*(Hey, every high school teacher and/or college professor in the world —€“ lose this phrase. Compare means hold two things up and talk about how they are alike and how they are not alike. It includes “€œcontrast.” A pet peeve.)

How does it compare to today?

What’€™s the same?

Well, the pitching and the defense, obviously. Erick Aybar is Andres Thomas 2.0. And, well, the offense too, to mention it.

The callup of mediocre AAA players to replace mediocre big league players is resonant too. Reid Brignac, Chase d’Arnaud€™, and Matt Tuiasosopo would fit right in in the late 1980s teams.

What’€™s different?

The most obvious difference to me, and one that a commenter pointed out earlier, is that we were utterly in the dark about the future. In those days, kids, there wasn’€™t this world wide interwebs thingy. Your sources were scouring daily boxscores and maybe the weekly Sporting News if you were a real diehard. Information about drafts and minor league systems was 1) virtually impossible to come by and 2) mostly meaningless rah-rah PR garbage from the team itself. Baseball cards (!) and their minor league stats were actually a valuable source of data nearly unobtainable for the average fan. Hell, when USA Today came out it was a jawdropping increase in the amount of information in the world — we were like the monkeys with the bone in 2001: A Space Odyssey.

So, in those bitter ’70s years, we didn’€™t know that Murph, Hubbard, Brett Butler, Steve Bedrosian were in the pipeline and would prove to be stalwarts of the Brief Shining Moment in 1982. And I for one certainly didn’€™t have any idea of how in the late 80s, Bobby Cox was assembling the best scouting organization in MLB and acquiring great players along the way like Glavine, Smoltz, Avery, Wohlers, or Justice, and invaluable role players like Klesko, Stanton, or Mercker.

What we did know was that we were terrible, and with Ted running the show, either actively meddling or passively ignoring, it seemed a good bet we were always going to be terrible. As a result, being a Braves fan was like being a coal miner in one of those British movies from the 1940s. You went grimly to work every day, maybe there was a cave-in killing several of your friends, maybe not. Then you got up and did it again, until you died from black lung.

So I would say that today’€™s situation is a little better than that. We have much better intel on what is in our pipeline. So we know there are good pieces on the way.

In terms of the management-fan relationship, the current situation feels a lot closer to the late ’80s than the late ’70s. The late ’70s was incompetently trying to get better. The late ’80s was just benign neglect. This is perhaps non-benign neglect. Management clearly does not give a fig for fielding a team that is competitive or even watchable. I do not believe that there are only two options for a baseball team, the first being trying to make the playoffs and the second being playing as the Washington Generals.

(Aside: I will never be convinced about the Holy Grail of the No. 1 pick in baseball. Sure, we got Chipper at No. 1. But we wanted Todd Van Poppel. After Bryce Harper went No. 1 in 2010, the Mets got Matt Harvey at No. 7, Chris Sale went 13th, and Noah Syndergaard went 38th. Mike Trout went 25th in 2009. Wholesale tanking isn’€™t necessary, and it isn’€™t worth the costs in damage to the franchise, both in esprit de corps and reputation, and karmic damage to your loyal fans. Superior scouting and outdrafting the opposition is where the game is. Tom Glavine was a second rounder; so was Greg Maddux.)

So, in that regard, today is easily worse. The utter disregard for the fanbase is more insulting today than ever, I think. And the internet provides not only more hard data for us to digest, but ample opportunity for us to read these front office jokers’€™ repeated overt lies about their intentions and the “€œgame plan.”

Watchword: Intentional.

There are some real advantages to having a human for an owner. Even if that owner was batpoop crazy Ted Turner.

If you had asked me at the beginning of the season if this was the worst Braves team of my lifetime, I would have said no. Without hesitation. The Opening Day roster featured a legitimate star at 1B, an above average right fielder, a budding WAR star in CF, a sophomore 3B who seemed to be a real major league hitter, and a seemingly rejuvenated catcher who had put together a .300 season and good gamecalling. (Add Erick Aybar, who in 2015 was a league average SS.) Even given how suspect the rotation and bench were, that seemed to me to be the bare skeleton of a major league team. I predicted 70 wins. We may not reach 50.

Will this team top the 106 losses of 1988? We shall see. But this team is obviously in contention to be the worst Atlanta team ever, and unless something dramatically shifts, that’€™s likely to be so. And it’s not necessary that it be so in order to engage in active rebuilding. We seem to be not merely throwing the baby out with the bathwater, we’€™re throwing the tub away too.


## THE PROBLEM:
Repeat everything in the listing below. Keep each line exact.
━━━━━━
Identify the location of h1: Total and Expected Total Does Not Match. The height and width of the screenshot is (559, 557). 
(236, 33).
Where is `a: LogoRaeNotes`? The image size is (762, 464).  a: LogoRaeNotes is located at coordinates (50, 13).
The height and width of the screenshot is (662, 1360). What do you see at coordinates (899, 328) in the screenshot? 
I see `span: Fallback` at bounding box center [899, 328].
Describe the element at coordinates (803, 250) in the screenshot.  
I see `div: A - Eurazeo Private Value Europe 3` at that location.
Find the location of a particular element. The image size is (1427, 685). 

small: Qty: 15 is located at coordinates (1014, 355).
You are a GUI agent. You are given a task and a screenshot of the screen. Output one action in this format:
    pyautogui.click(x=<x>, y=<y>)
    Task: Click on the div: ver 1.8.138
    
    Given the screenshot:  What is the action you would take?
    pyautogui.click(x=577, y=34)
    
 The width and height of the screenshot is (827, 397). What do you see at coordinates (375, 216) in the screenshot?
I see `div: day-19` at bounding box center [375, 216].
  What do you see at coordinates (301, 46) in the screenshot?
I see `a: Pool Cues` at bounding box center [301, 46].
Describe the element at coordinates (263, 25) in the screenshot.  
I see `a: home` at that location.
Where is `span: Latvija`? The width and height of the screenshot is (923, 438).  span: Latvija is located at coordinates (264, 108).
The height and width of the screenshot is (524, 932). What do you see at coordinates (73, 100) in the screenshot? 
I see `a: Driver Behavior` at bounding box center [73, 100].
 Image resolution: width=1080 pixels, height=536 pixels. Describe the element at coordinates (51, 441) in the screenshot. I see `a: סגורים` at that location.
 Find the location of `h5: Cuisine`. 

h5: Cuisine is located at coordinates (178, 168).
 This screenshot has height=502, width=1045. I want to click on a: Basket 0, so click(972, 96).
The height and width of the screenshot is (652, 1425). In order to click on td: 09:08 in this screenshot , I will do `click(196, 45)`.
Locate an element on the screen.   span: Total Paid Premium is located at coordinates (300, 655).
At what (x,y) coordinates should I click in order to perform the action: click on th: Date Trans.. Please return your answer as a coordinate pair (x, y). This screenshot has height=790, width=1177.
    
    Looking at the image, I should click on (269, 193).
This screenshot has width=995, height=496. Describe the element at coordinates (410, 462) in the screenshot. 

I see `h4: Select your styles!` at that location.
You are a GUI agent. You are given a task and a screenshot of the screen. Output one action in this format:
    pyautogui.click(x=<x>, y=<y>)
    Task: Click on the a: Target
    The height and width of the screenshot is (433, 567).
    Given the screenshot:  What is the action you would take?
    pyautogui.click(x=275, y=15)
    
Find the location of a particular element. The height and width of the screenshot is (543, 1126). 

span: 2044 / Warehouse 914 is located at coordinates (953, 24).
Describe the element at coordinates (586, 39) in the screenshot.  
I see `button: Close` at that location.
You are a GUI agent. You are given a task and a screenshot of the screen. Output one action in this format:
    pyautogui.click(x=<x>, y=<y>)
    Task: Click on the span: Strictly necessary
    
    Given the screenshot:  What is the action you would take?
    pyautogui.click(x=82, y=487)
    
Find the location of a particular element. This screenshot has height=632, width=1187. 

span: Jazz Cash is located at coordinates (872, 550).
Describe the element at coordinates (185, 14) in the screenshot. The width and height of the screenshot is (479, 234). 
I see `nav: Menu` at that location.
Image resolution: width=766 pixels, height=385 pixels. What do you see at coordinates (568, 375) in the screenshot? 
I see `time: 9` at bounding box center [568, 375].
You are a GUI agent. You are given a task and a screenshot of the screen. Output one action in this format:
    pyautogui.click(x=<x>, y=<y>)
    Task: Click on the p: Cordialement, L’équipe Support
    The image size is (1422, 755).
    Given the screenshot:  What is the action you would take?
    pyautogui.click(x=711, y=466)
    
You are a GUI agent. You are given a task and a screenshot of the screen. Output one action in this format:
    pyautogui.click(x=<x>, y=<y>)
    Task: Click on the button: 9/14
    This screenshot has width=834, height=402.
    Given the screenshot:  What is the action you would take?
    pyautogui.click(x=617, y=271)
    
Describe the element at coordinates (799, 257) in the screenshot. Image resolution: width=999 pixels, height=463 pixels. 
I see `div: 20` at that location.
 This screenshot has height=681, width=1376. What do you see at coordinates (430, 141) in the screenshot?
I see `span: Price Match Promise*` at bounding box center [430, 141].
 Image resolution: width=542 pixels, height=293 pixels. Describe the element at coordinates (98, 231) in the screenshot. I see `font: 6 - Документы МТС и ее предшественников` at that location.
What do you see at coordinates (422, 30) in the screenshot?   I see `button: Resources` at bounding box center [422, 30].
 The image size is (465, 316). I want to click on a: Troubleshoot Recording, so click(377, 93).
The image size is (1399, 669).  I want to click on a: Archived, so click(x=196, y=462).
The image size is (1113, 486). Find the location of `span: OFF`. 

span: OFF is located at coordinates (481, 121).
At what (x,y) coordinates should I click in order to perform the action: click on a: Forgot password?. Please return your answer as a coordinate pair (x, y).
━━━━━━
## WRITTEN RESPONSE:
Identify the location of h1: Total and Expected Total Does Not Match. The height and width of the screenshot is (559, 557). 
(236, 33).
Where is `a: LogoRaeNotes`? The image size is (762, 464).  a: LogoRaeNotes is located at coordinates (50, 13).
The height and width of the screenshot is (662, 1360). What do you see at coordinates (899, 328) in the screenshot? 
I see `span: Fallback` at bounding box center [899, 328].
Describe the element at coordinates (803, 250) in the screenshot.  
I see `div: A - Eurazeo Private Value Europe 3` at that location.
Find the location of a particular element. The image size is (1427, 685). 

small: Qty: 15 is located at coordinates (1014, 355).
You are a GUI agent. You are given a task and a screenshot of the screen. Output one action in this format:
    pyautogui.click(x=<x>, y=<y>)
    Task: Click on the div: ver 1.8.138
    
    Given the screenshot:  What is the action you would take?
    pyautogui.click(x=577, y=34)
    
 The width and height of the screenshot is (827, 397). What do you see at coordinates (375, 216) in the screenshot?
I see `div: day-19` at bounding box center [375, 216].
  What do you see at coordinates (301, 46) in the screenshot?
I see `a: Pool Cues` at bounding box center [301, 46].
Describe the element at coordinates (263, 25) in the screenshot.  
I see `a: home` at that location.
Where is `span: Latvija`? The width and height of the screenshot is (923, 438).  span: Latvija is located at coordinates (264, 108).
The height and width of the screenshot is (524, 932). What do you see at coordinates (73, 100) in the screenshot? 
I see `a: Driver Behavior` at bounding box center [73, 100].
 Image resolution: width=1080 pixels, height=536 pixels. Describe the element at coordinates (51, 441) in the screenshot. I see `a: סגורים` at that location.
 Find the location of `h5: Cuisine`. 

h5: Cuisine is located at coordinates (178, 168).
 This screenshot has height=502, width=1045. I want to click on a: Basket 0, so click(972, 96).
The height and width of the screenshot is (652, 1425). In order to click on td: 09:08 in this screenshot , I will do `click(196, 45)`.
Locate an element on the screen.   span: Total Paid Premium is located at coordinates (300, 655).
At what (x,y) coordinates should I click in order to perform the action: click on th: Date Trans.. Please return your answer as a coordinate pair (x, y). This screenshot has height=790, width=1177.
    
    Looking at the image, I should click on (269, 193).
This screenshot has width=995, height=496. Describe the element at coordinates (410, 462) in the screenshot. 

I see `h4: Select your styles!` at that location.
You are a GUI agent. You are given a task and a screenshot of the screen. Output one action in this format:
    pyautogui.click(x=<x>, y=<y>)
    Task: Click on the a: Target
    The height and width of the screenshot is (433, 567).
    Given the screenshot:  What is the action you would take?
    pyautogui.click(x=275, y=15)
    
Find the location of a particular element. The height and width of the screenshot is (543, 1126). 

span: 2044 / Warehouse 914 is located at coordinates (953, 24).
Describe the element at coordinates (586, 39) in the screenshot.  
I see `button: Close` at that location.
You are a GUI agent. You are given a task and a screenshot of the screen. Output one action in this format:
    pyautogui.click(x=<x>, y=<y>)
    Task: Click on the span: Strictly necessary
    
    Given the screenshot:  What is the action you would take?
    pyautogui.click(x=82, y=487)
    
Find the location of a particular element. This screenshot has height=632, width=1187. 

span: Jazz Cash is located at coordinates (872, 550).
Describe the element at coordinates (185, 14) in the screenshot. The width and height of the screenshot is (479, 234). 
I see `nav: Menu` at that location.
Image resolution: width=766 pixels, height=385 pixels. What do you see at coordinates (568, 375) in the screenshot? 
I see `time: 9` at bounding box center [568, 375].
You are a GUI agent. You are given a task and a screenshot of the screen. Output one action in this format:
    pyautogui.click(x=<x>, y=<y>)
    Task: Click on the p: Cordialement, L’équipe Support
    The image size is (1422, 755).
    Given the screenshot:  What is the action you would take?
    pyautogui.click(x=711, y=466)
    
You are a GUI agent. You are given a task and a screenshot of the screen. Output one action in this format:
    pyautogui.click(x=<x>, y=<y>)
    Task: Click on the button: 9/14
    This screenshot has width=834, height=402.
    Given the screenshot:  What is the action you would take?
    pyautogui.click(x=617, y=271)
    
Describe the element at coordinates (799, 257) in the screenshot. Image resolution: width=999 pixels, height=463 pixels. 
I see `div: 20` at that location.
 This screenshot has height=681, width=1376. What do you see at coordinates (430, 141) in the screenshot?
I see `span: Price Match Promise*` at bounding box center [430, 141].
 Image resolution: width=542 pixels, height=293 pixels. Describe the element at coordinates (98, 231) in the screenshot. I see `font: 6 - Документы МТС и ее предшественников` at that location.
What do you see at coordinates (422, 30) in the screenshot?   I see `button: Resources` at bounding box center [422, 30].
 The image size is (465, 316). I want to click on a: Troubleshoot Recording, so click(377, 93).
The image size is (1399, 669).  I want to click on a: Archived, so click(x=196, y=462).
The image size is (1113, 486). Find the location of `span: OFF`. 

span: OFF is located at coordinates (481, 121).
At what (x,y) coordinates should I click in order to perform the action: click on a: Forgot password?. Please return your answer as a coordinate pair (x, y).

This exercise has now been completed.